3 bd · 1.0 ba ·
1,469 sqft ·
Built 1957
· SingleFamily
· Active
· 85 DOM
Cashflow @ list (25.0% down · 7.5%)
Estimated rent
$1,877/mo
Mortgage (P&I)
−$1,206
Tax + insurance
−$260
HOA
−$0
Vac / Maint / Mgmt
−$394
Net cashflow
$17/mo
Annual
$209/yr
Cap rate
6.38%
Cash-on-cash
0.33%
DSCR
1.01
1% rule
0.82%
Cash to close
$64,372
Investor read
This is a 3-bed/1.0-bath single-family listed at $230k.
At list price, monthly cash flow is $17 ($209/yr) — positive.
The deal already cash-flows at list — no discount required.
To meet the 1% rule (rent ≥ 1% of price), the offer needs to be $188k (18.4% below list).
It's been on market 85 days — a 6% lower offer ($216k) is reasonable based on typical stale-listing flexibility.
Recommended offer: $188k (18.4% below list) — sets the bar for 1% rule.
Local home prices are declining (-3.0%/yr); year-one equity from $2k of loan paydown is wiped out by about $7k of value loss. Plan a longer hold.
Location reads 67/100 on livability (#561 in FL) — a middle-class / working-renter tenant base. Strengths: cost of living A+, housing A+; Watch: schools D+, amenities F, commute F.
Escambia (suburban): math 40% / reading 45% proficiency, ranked #56 of 73 in FL (top 77%) — families likely to look elsewhere, expect single-tenant / working-renter base with shorter leases.

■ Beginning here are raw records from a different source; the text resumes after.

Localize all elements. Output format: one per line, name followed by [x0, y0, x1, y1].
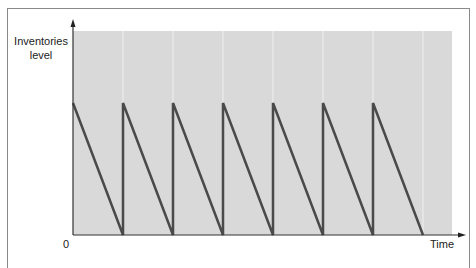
x-axis-label: Time [430, 238, 454, 250]
origin-label: 0 [63, 238, 69, 250]
y-axis-label: Inventories level [12, 34, 70, 62]
y-axis-arrow-icon [71, 19, 76, 27]
x-axis-arrow-icon [458, 233, 466, 238]
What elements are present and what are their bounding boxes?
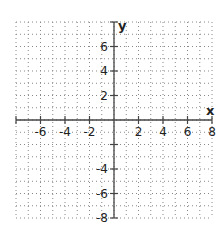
x-axis-label: x	[206, 103, 215, 118]
y-tick-label: -6	[96, 187, 108, 201]
x-tick-label: 8	[208, 125, 216, 139]
y-tick-label: -8	[96, 211, 108, 225]
x-tick-label: -6	[35, 125, 47, 139]
x-tick-label: -4	[59, 125, 71, 139]
x-tick-label: 4	[159, 125, 167, 139]
y-tick-label: 2	[100, 89, 108, 103]
x-tick-label: 2	[135, 125, 143, 139]
tick-labels: -6-4-22468642-4-6-8	[35, 40, 216, 226]
x-tick-label: -2	[84, 125, 96, 139]
coordinate-plane: -6-4-22468642-4-6-8 x y	[0, 0, 222, 235]
y-tick-label: 4	[100, 64, 108, 78]
y-tick-label: -4	[96, 162, 108, 176]
axes	[16, 22, 212, 218]
y-tick-label: 6	[100, 40, 108, 54]
x-tick-label: 6	[184, 125, 192, 139]
y-axis-label: y	[118, 18, 127, 33]
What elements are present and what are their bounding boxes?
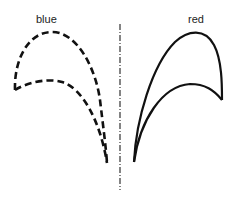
diagram-canvas: blue red <box>0 0 236 197</box>
label-red: red <box>188 13 204 25</box>
blue-outer-curve <box>15 32 107 163</box>
blue-shape <box>15 32 107 163</box>
red-shape <box>134 33 222 162</box>
red-outer-curve <box>134 33 222 162</box>
blue-inner-curve <box>15 80 107 163</box>
label-blue: blue <box>36 13 57 25</box>
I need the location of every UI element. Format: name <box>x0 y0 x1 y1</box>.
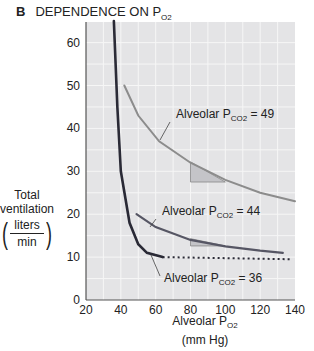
series-label: Alveolar PCO2 = 36 <box>164 271 263 287</box>
y-tick: 50 <box>67 79 81 93</box>
series-label: Alveolar PCO2 = 49 <box>176 107 275 123</box>
chart-plot: 010203040506020406080100120140Alveolar P… <box>0 0 314 351</box>
x-tick: 140 <box>285 303 305 317</box>
y-tick: 40 <box>67 121 81 135</box>
y-tick: 10 <box>67 250 81 264</box>
series-label: Alveolar PCO2 = 44 <box>162 204 261 220</box>
x-axis-label: Alveolar PO2 (mm Hg) <box>150 314 260 348</box>
y-tick: 30 <box>67 164 81 178</box>
x-tick: 20 <box>79 303 93 317</box>
y-tick: 20 <box>67 207 81 221</box>
y-axis-label: Total ventilation ( litersmin ) <box>0 188 54 249</box>
y-tick: 60 <box>67 36 81 50</box>
x-tick: 40 <box>114 303 128 317</box>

Watch-outs: built in 1957 — expect roof / HVAC / electrical / plumbing capex.
Market conditions: Rents rising fast (+4.4%/yr); 423 active listings in the ZIP; 19 comparable units currently listed for rent nearby; rentals at typical pace (median 25d on market — plan ~3-4 weeks tenant-placement turnaround); solid renter incomes; 1,479 units permitted in Escambia County in 2024 (0 in 5+ unit buildings).
Escambia County population projected at +13% by 2050 — modest demand growth; plan on rents tracking national, not racing it.
3 sale attempts since 16y ago with the ask held roughly flat each time — persistent listings suggest the price (not the market) is what's stuck; bring a comps-based counter.
Current owner paid $168k; 37% above their basis — modest negotiation headroom, anchor on the comps not their cost.
Climate carrying-cost: severe wind risk, 99% chance of damaging wind over 30y; extreme-heat days projected 7→22/yr by 2055 (HVAC capex compounding) — expect insurance premiums to compound above CPI over the hold.
Cap rate 6.4% vs local median 5.2% in Bellview — meaningfully above typical; check what's discounted (condition, days-on-market, listing class) to confirm the premium yield is real.
Questions for listing agent
It's been on market 85 days. Have you received any prior offers? Is the seller open to a 18% concession, seller financing, or rate buy-down credit?
Built in 1957 — when were the roof, HVAC, electrical panel, plumbing, and water heater last replaced?
Why hasn't it sold? Are there any deal-killer items the seller is aware of (foundation, flood, title, zoning, code violations)?
Is there a deadline driving the sale (1031 exchange, divorce, estate, relocation)? That informs how much negotiation room exists.
Schools are D-rated, which usually means shorter tenancies and higher turnover. Who's the typical renter profile here, and what's been the actual vacancy rate?
The area grade is low — what's the realistic commute time and amenity access for the typical tenant pool here? Any planned neighborhood developments (good or bad) we should know about?
What's the average days-on-market for RENTAL listings here right now (not sales)? A rising rental-DOM trend means longer vacancies and softer asking-rent achievability than the comps imply.
What's the recent tenant-quality profile in this submarket — average credit score on applications, eviction rate, late-payment / NSF rate, and stable-employment percentage? A property-management company in the area should have these aggregated.